If different languages map words onto referents in different ways, bilinguals must either (a) learn and maintain separate mappings for their two languages or (b) merge them and not be fully native-like in either. We replicated and extended past findings of cross-linguistic differences in word-to-referent mappings for common household objects using Belgian monolingual speakers of Dutch and French. We then examined word-to-referent mappings in Dutch-French bilinguals by comparing the way they named in their two languages. We found that the French and Dutch bilingual naming patterns converged on a common naming pattern, with only minor deviations. Through the mutual influence of the two languages, the category boundaries in each language move towards one another and hence diverge from the boundaries used by the native speakers of either language. Implications for the organization of the bilingual lexicon are discussed.
Two studies investigated how convergence between linguistic representations in Dutch-French bilinguals affects the centers and boundaries of lexical categories for common household objects. In Study 1, correlations between typicality ratings for roughly corresponding categories were higher for bilinguals in their two languages than for monolinguals in each language, indicating that bilingual prototypes converge. In Study 2, fewer dimensions were needed to linearly separate bilingual than monolingual categories, and bilinguals showed fewer violations of similarity-based naming. Implications for theories of the bilingual lexicon are discussed.
A data set is described that includes eight variables gathered for 13 common superordinate natural language categories and a representative set of 338 exemplars in Dutch. The category set contains 6 animal categories (reptiles, amphibians, mammals, birds, fish, and insects), 3 artifact categories (musical instruments, tools, and vehicles), 2 borderline artifact-natural-kind categories (vegetables and fruit), and 2 activity categories (sports and professions). In an exemplar and a feature generation task for the category nouns, frequency data were collected. For each of the 13 categories, a representative sample of 5-30 exemplars was selected. For all exemplars, feature generation frequencies, typicality ratings, pairwise similarity ratings, age-of-acquisition ratings, word frequencies, and word associations were gathered. Reliability estimates and some additional measures are presented. The full set of these norms is available in Excel format at the Psychonomic Society Web archive, www.psychonomic.org/archive/.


Task to complete:
Your answer must be an exact copy of the listing that follows, with all pictures omitted.

Data section:
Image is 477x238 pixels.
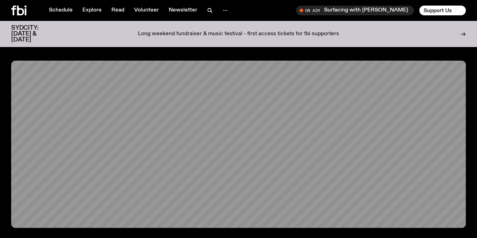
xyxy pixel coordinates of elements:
a: Explore [78,6,106,15]
a: Newsletter [164,6,201,15]
h3: SYDCITY: [DATE] & [DATE] [11,25,56,43]
a: Volunteer [130,6,163,15]
a: Read [107,6,128,15]
a: Schedule [45,6,77,15]
span: Support Us [423,7,452,14]
button: Support Us [419,6,466,15]
button: On AirSurfacing with [PERSON_NAME] [296,6,414,15]
p: Long weekend fundraiser & music festival - first access tickets for fbi supporters [138,31,339,37]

Problem solution:
Image is 477x238 pixels.
xyxy pixel coordinates of elements:
a: Explore [78,6,106,15]
a: Newsletter [164,6,201,15]
h3: SYDCITY: [DATE] & [DATE] [11,25,56,43]
a: Volunteer [130,6,163,15]
a: Read [107,6,128,15]
a: Schedule [45,6,77,15]
span: Support Us [423,7,452,14]
button: Support Us [419,6,466,15]
button: On AirSurfacing with [PERSON_NAME] [296,6,414,15]
p: Long weekend fundraiser & music festival - first access tickets for fbi supporters [138,31,339,37]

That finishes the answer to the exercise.